Tese
A possibilidade de barganha coletiva nas relações econômicas desiguais no Sistema Brasileiro de Defesa “Econômica” à luz da tese do poder compensatório
Fecha
2022-08-25Autor
Alexandre Cordeiro Macedo
Institución
Resumen
This work focuses on the thesis of countervailing power, based especially on economist John Kenneth Galbraith’s works, and examines its role in collective bargaining in unequal economic relations in the Brazilian System of Economic Defense, using various methods. Firstly, we carry out an exploratory and normative bibliographic study, building a solid conceptual framework about Economic Law, Antitrust Law and countervailing power, and we analyze the economic effect of the formation of countervailing power in different market conditions. We observe the possibility of the existence of social benefits arising from a collaboration between competitors with the objective of rebalancing the links in the production chain, mitigating the exercise of market power, reducing inequalities in commercial relations and increasing social well-being, in natural response to the concentration of the original market. Compensatory power emerges as the neutralization of one power position by another, being a different mechanism from competition and regulation by the State. Through different approaches to the analysis of the competition offense, we observe the countervailing power in North American and European experiences, comparing them with Brazilian experience. Then, we focus our investigation on the Brazilian scenario, through the analysis of the jurisprudence of the Administrative Council for Economic Defense, through selection and analysis of relevant cases.

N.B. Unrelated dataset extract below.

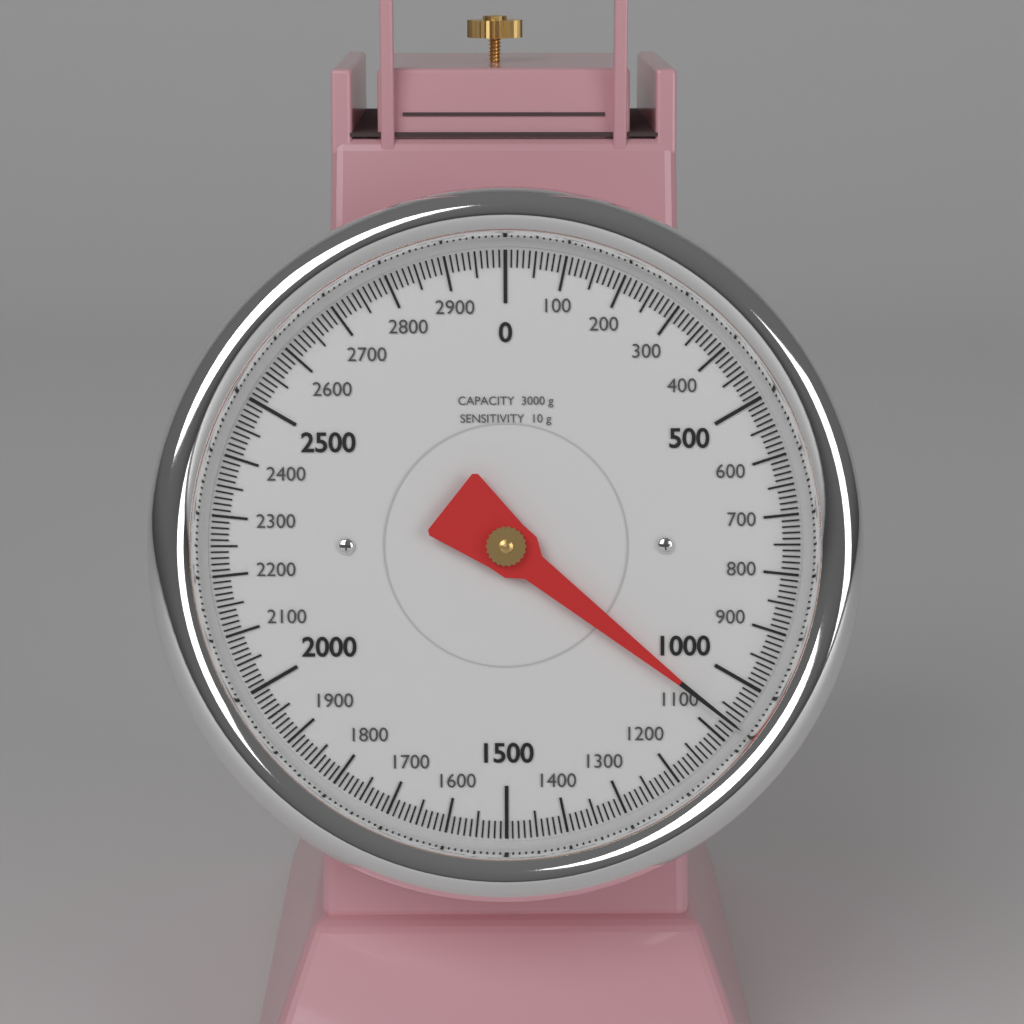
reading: 1070 g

We do this by examining both cases of general themes and focusing on the theme of the supplementary health
market, due to its peculiarities and the characteristic asymmetry of power existing between the economic agents involved. We then proceed to analyze the effectiveness of antitrust intervention in cases of collective bargaining in the Australian normative and jurisprudential contexts, given the maturity and bold model adopted by the Australian Competition & Consumer Commission. Finally, we present the proposal to introduce notification – one of the procedures adopted by the Australian authority – to the Brazilian system, due to its limited subjective scope and its potential to allow coordination between competitors to carry out collective bargains that, based on in the countervailing power thesis, have a positive net effect on competition.